WHAT IS BEING ASKED = Please copy, word for word, the line holding "This screenshot has" and each line that follows it through the end of the entries, omitting any pictures.

PROVIDED INFORMATION =
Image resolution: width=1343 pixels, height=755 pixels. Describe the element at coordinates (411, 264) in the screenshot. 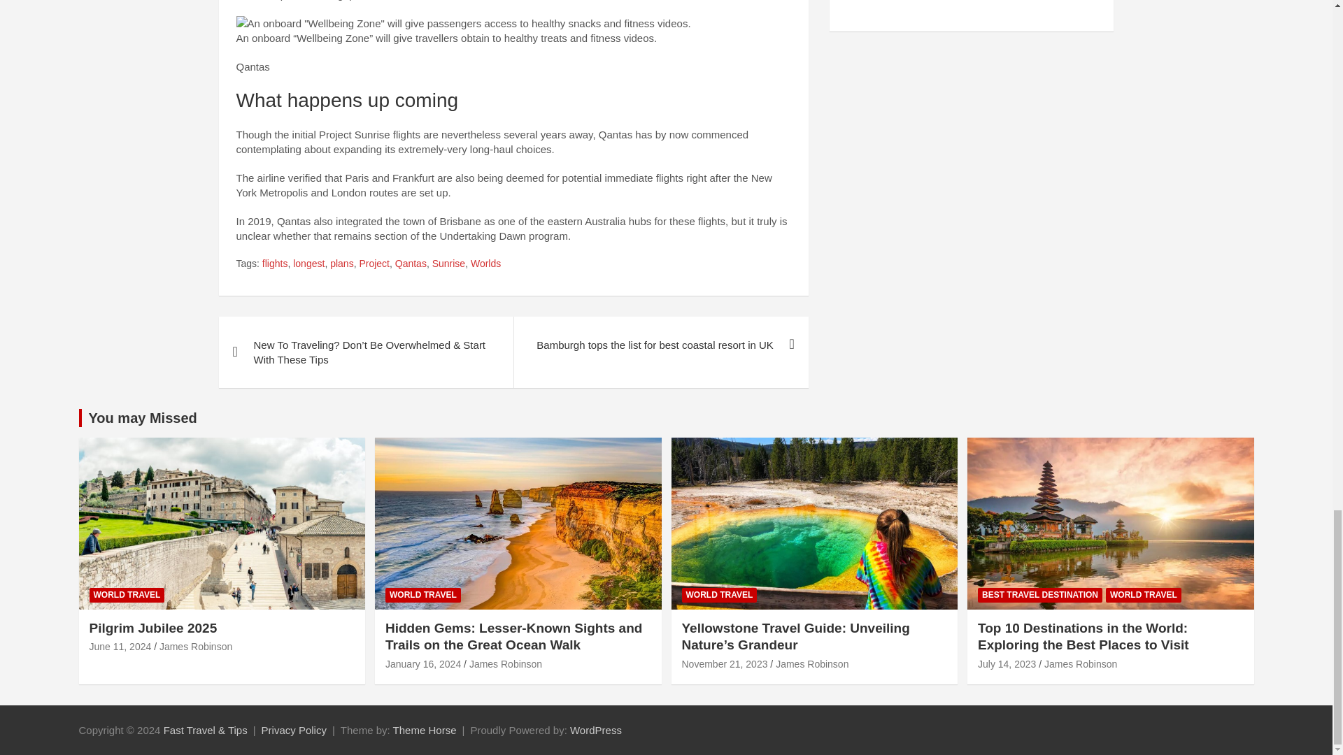

I see `Qantas` at that location.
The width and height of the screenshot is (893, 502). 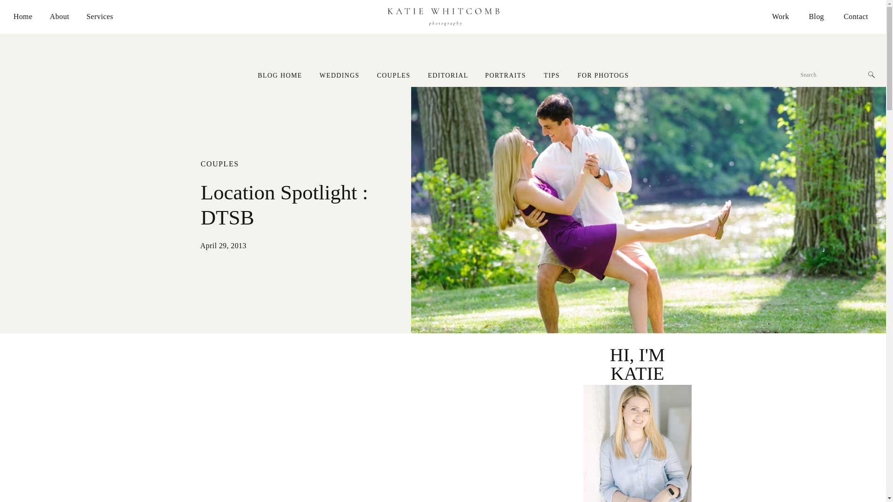 I want to click on WEDDINGS, so click(x=339, y=75).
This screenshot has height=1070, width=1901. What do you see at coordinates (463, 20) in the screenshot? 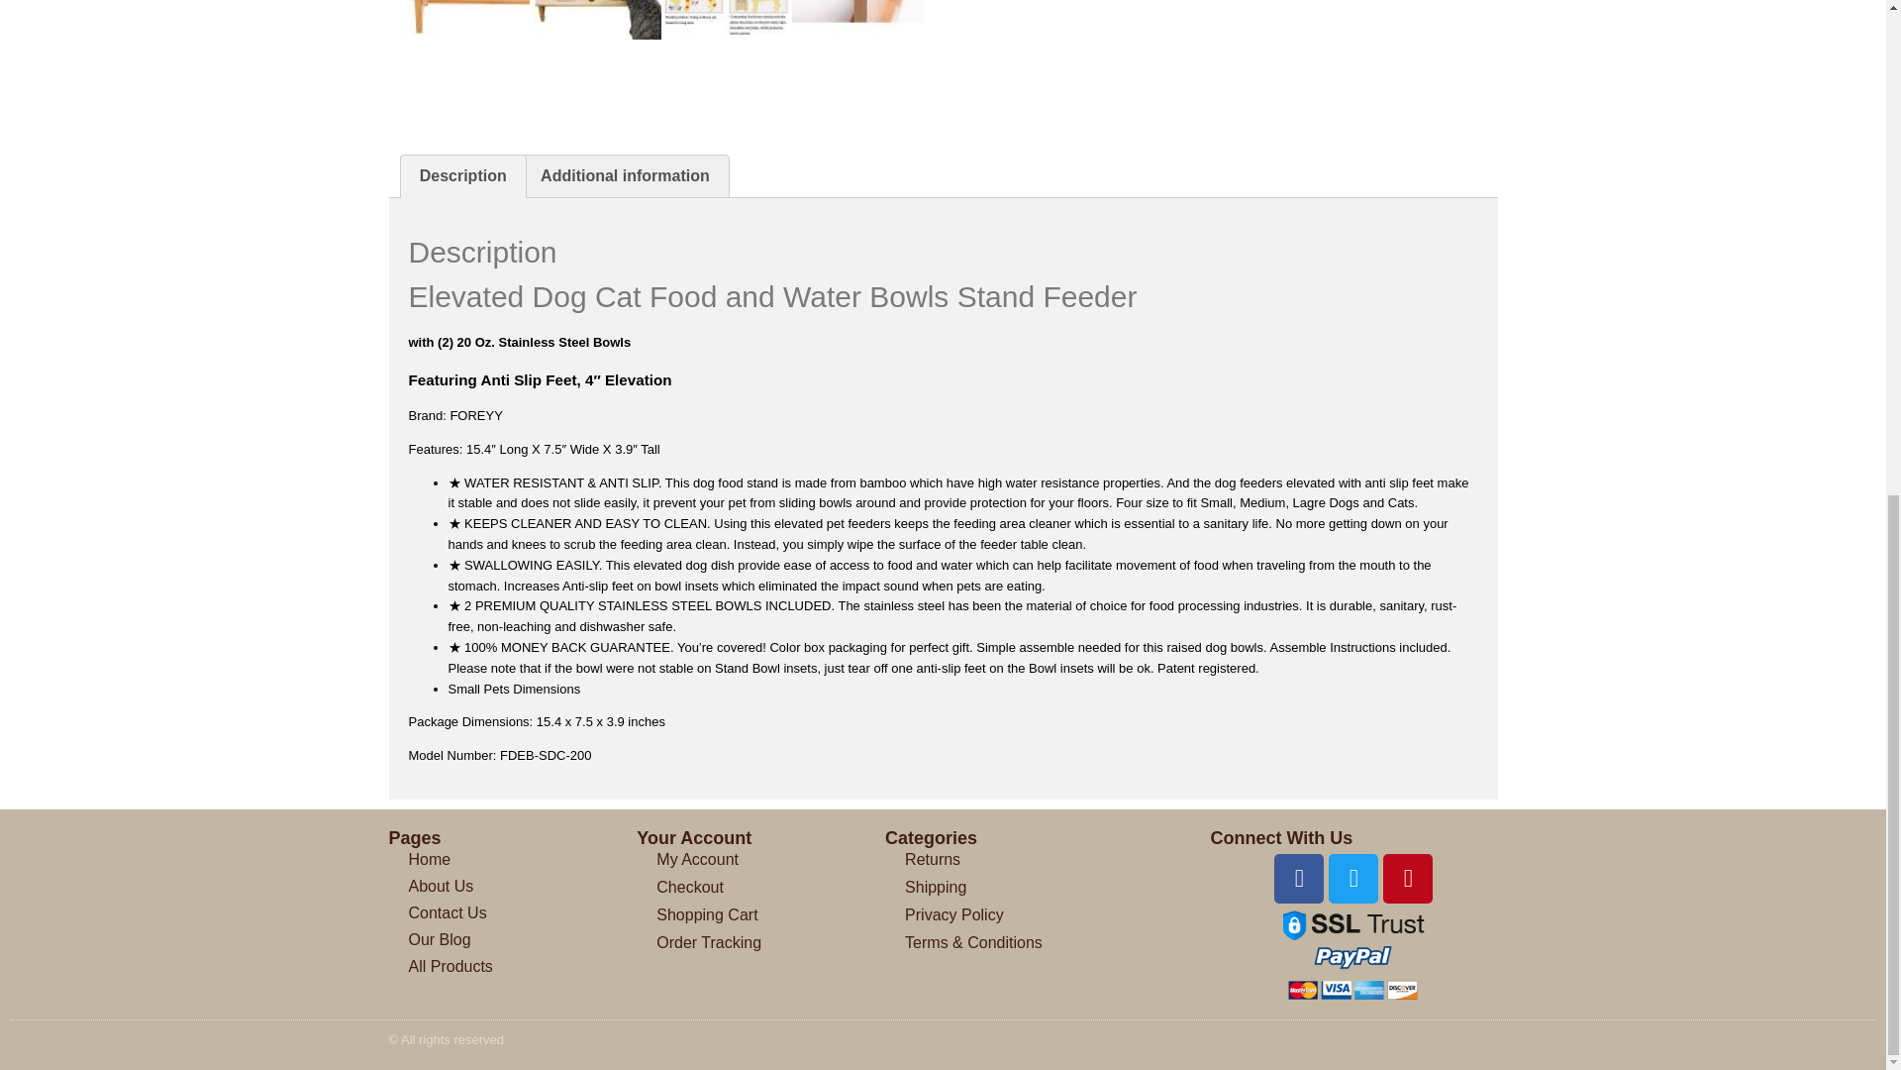
I see `51xLHHMkFcL.jpg` at bounding box center [463, 20].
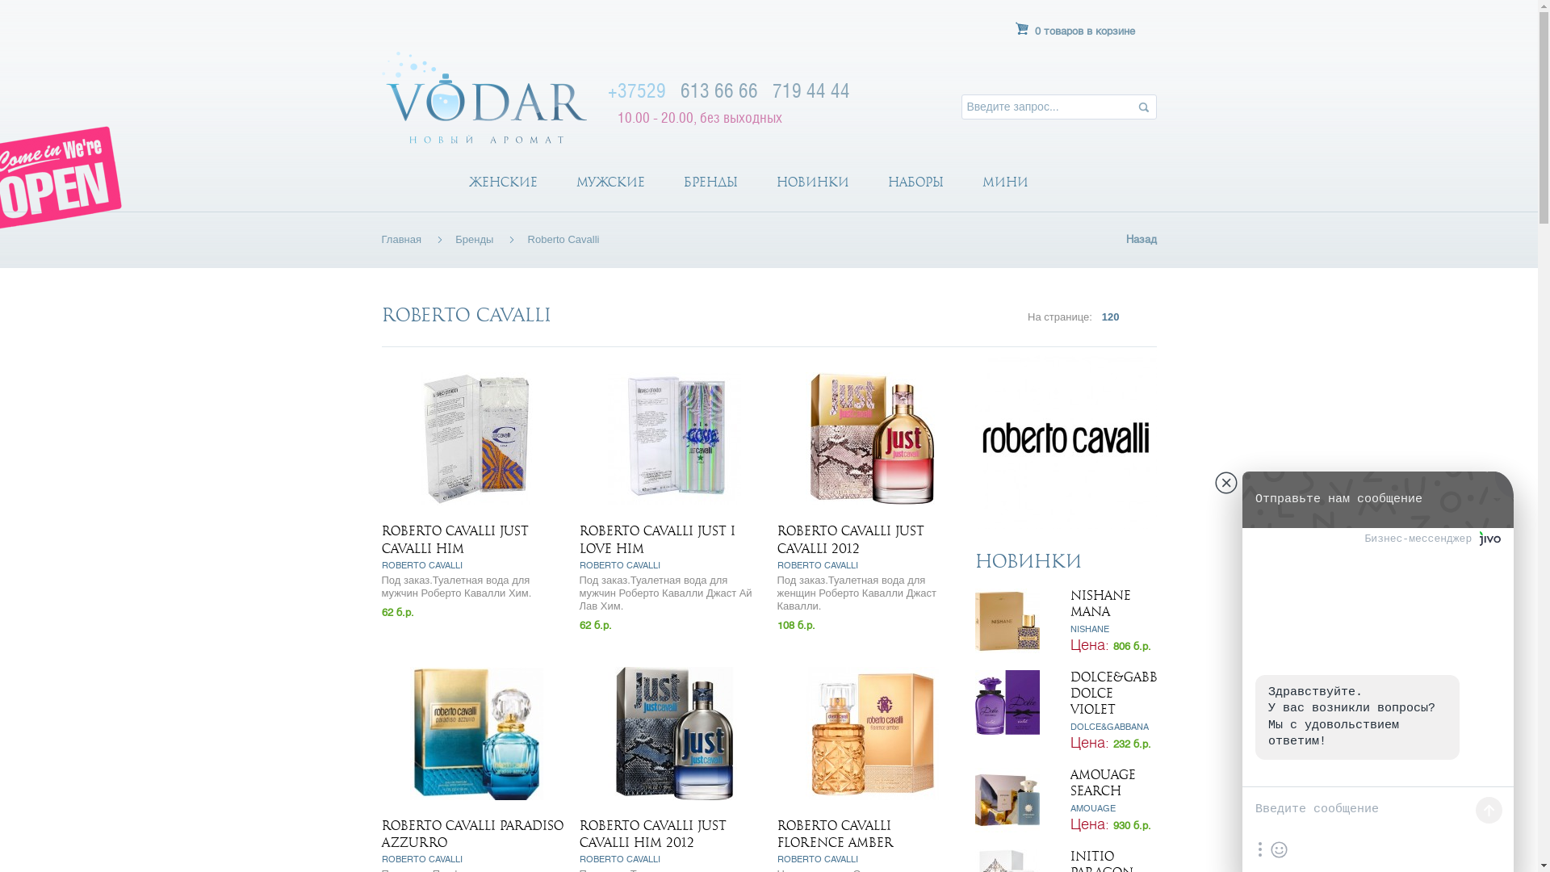 The height and width of the screenshot is (872, 1550). What do you see at coordinates (675, 439) in the screenshot?
I see `Roberto Cavalli Just I Love Him` at bounding box center [675, 439].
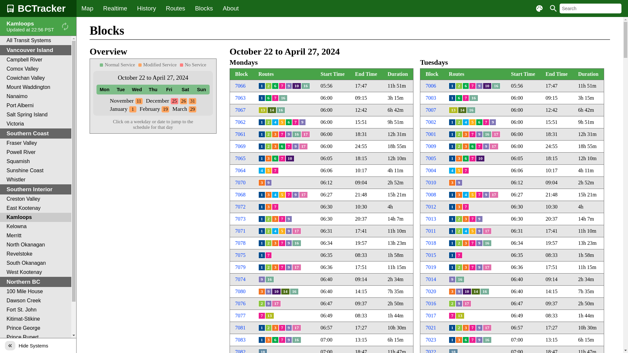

EXERCISE SOLUTION =
This screenshot has height=1070, width=1901. What do you see at coordinates (463, 20) in the screenshot? 
I see `51xLHHMkFcL.jpg` at bounding box center [463, 20].
 The height and width of the screenshot is (872, 1550). What do you see at coordinates (675, 439) in the screenshot?
I see `Roberto Cavalli Just I Love Him` at bounding box center [675, 439].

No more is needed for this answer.